Laurie Halse Anderson’s groundbreaking 1999 novel, Speak, drastically changed the ways in which authors wrote about teenage characters, helping to usher in the modern young adult genre as we know it today. After Anderson’s story of a high school student reckoning with the rage and pain of her rape became a bestseller, the dark and painful parts of adolescent life were up for exploring, and the coming-of-age experience was worth writing about.
Now, Anderson is breaking ground again with a memoir-in-verse that challenges categorization and the ways we’ve thought about the YA genre for the past 20 years.
Anderson, now 57, begins with short glimpses into her tumultuous early childhood in upstate New York, and we quickly learn about her veteran father’s PTSD and ensuing domestic violence, which informed her 2014 novel, The Impossible Knife of Memory. But the ferociously raw, burning heart of this memoir is the recounting of her rape at the age of 13. In searing free verse, Anderson unloads decades of trauma on these pages. Although younger teens will benefit from being able to unpack and discuss many passages with an emotionally available adult, there’s good reason to believe that SHOUT will become popular assigned reading in classrooms around the country—especially in light of our atrocious cultural problem with rape, sexual abuse and consent.
Longtime Anderson fans will appreciate this deeply personal look into how the author channeled her pain into the writing of Speak, and readers new to her work will be swept up in her singular style, which melds bold honesty with fluttering moments of lyrical beauty.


Task objective: All lines containing the string "setting" must be copied from the entries.
━━━━━━
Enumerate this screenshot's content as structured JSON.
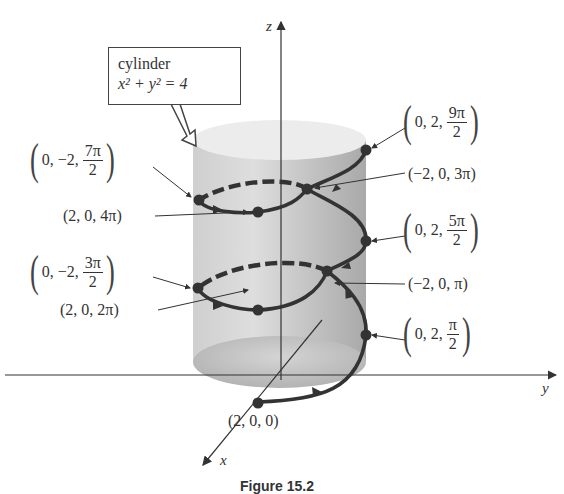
{
  "callout": {
    "title": "cylinder",
    "equation": "x² + y² = 4"
  },
  "axes": {
    "x": "x",
    "y": "y",
    "z": "z"
  },
  "points": [
    {
      "label": "(2, 0, 0)",
      "coords": [
        "2",
        "0",
        "0"
      ]
    },
    {
      "coords": [
        "0",
        "2"
      ],
      "frac_num": "π",
      "frac_den": "2"
    },
    {
      "label": "(−2, 0, π)",
      "coords": [
        "−2",
        "0",
        "π"
      ]
    },
    {
      "label": "(2, 0, 2π)",
      "coords": [
        "2",
        "0",
        "2π"
      ]
    },
    {
      "coords": [
        "0",
        "−2"
      ],
      "frac_num": "3π",
      "frac_den": "2"
    },
    {
      "coords": [
        "0",
        "2"
      ],
      "frac_num": "5π",
      "frac_den": "2"
    },
    {
      "label": "(−2, 0, 3π)",
      "coords": [
        "−2",
        "0",
        "3π"
      ]
    },
    {
      "label": "(2, 0, 4π)",
      "coords": [
        "2",
        "0",
        "4π"
      ]
    },
    {
      "coords": [
        "0",
        "−2"
      ],
      "frac_num": "7π",
      "frac_den": "2"
    },
    {
      "coords": [
        "0",
        "2"
      ],
      "frac_num": "9π",
      "frac_den": "2"
    }
  ],
  "tuple_text": {
    "p1_prefix": "0, 2,",
    "p4_prefix": "0, −2,",
    "p5_prefix": "0, 2,",
    "p8_prefix": "0, −2,",
    "p9_prefix": "0, 2,"
  },
  "caption": "Figure 15.2",
  "colors": {
    "curve": "#333333",
    "cylinder_body": "#c8c8c8",
    "cylinder_top": "#ececec",
    "axis": "#333333"
  }
}
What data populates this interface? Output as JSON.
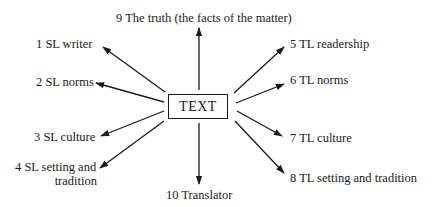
{
  "diagram": {
    "center": {
      "label": "TEXT"
    },
    "nodes": [
      {
        "id": 1,
        "label": "1  SL writer"
      },
      {
        "id": 2,
        "label": "2  SL norms"
      },
      {
        "id": 3,
        "label": "3  SL culture"
      },
      {
        "id": 4,
        "label_line1": "4  SL setting and",
        "label_line2": "tradition"
      },
      {
        "id": 5,
        "label": "5  TL readership"
      },
      {
        "id": 6,
        "label": "6  TL norms"
      },
      {
        "id": 7,
        "label": "7  TL culture"
      },
      {
        "id": 8,
        "label": "8  TL setting and tradition"
      },
      {
        "id": 9,
        "label": "9  The truth (the facts of the matter)"
      },
      {
        "id": 10,
        "label": "10  Translator"
      }
    ],
    "edge_color": "#1a1a1a",
    "background": "#ffffff"
  }
}
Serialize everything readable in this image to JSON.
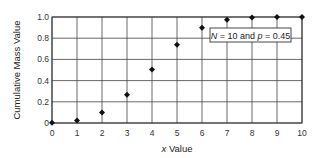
{
  "chart_data": {
    "type": "scatter",
    "title": "",
    "xlabel": "x Value",
    "ylabel": "Cumulative Mass Value",
    "x": [
      0,
      1,
      2,
      3,
      4,
      5,
      6,
      7,
      8,
      9,
      10
    ],
    "series": [
      {
        "name": "Binomial CDF (N = 10, p = 0.45)",
        "values": [
          0.003,
          0.023,
          0.1,
          0.266,
          0.504,
          0.738,
          0.898,
          0.973,
          0.995,
          1.0,
          1.0
        ],
        "marker": "diamond",
        "color": "#111111"
      }
    ],
    "xlim": [
      0,
      10
    ],
    "ylim": [
      0,
      1.0
    ],
    "x_ticks": [
      "0",
      "1",
      "2",
      "3",
      "4",
      "5",
      "6",
      "7",
      "8",
      "9",
      "10"
    ],
    "y_ticks": [
      "0",
      "0.2",
      "0.4",
      "0.6",
      "0.8",
      "1.0"
    ],
    "y_tick_values": [
      0,
      0.2,
      0.4,
      0.6,
      0.8,
      1.0
    ],
    "grid": true,
    "annotation": {
      "N_symbol": "N",
      "N_value": " = 10 and ",
      "p_symbol": "p",
      "p_value": " = 0.45"
    }
  },
  "labels": {
    "xlabel_var": "x",
    "xlabel_rest": " Value",
    "ylabel": "Cumulative Mass Value"
  }
}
━━━━━━
Answer space:
        "label_line1": "4  SL setting and",
        "label": "8  TL setting and tradition"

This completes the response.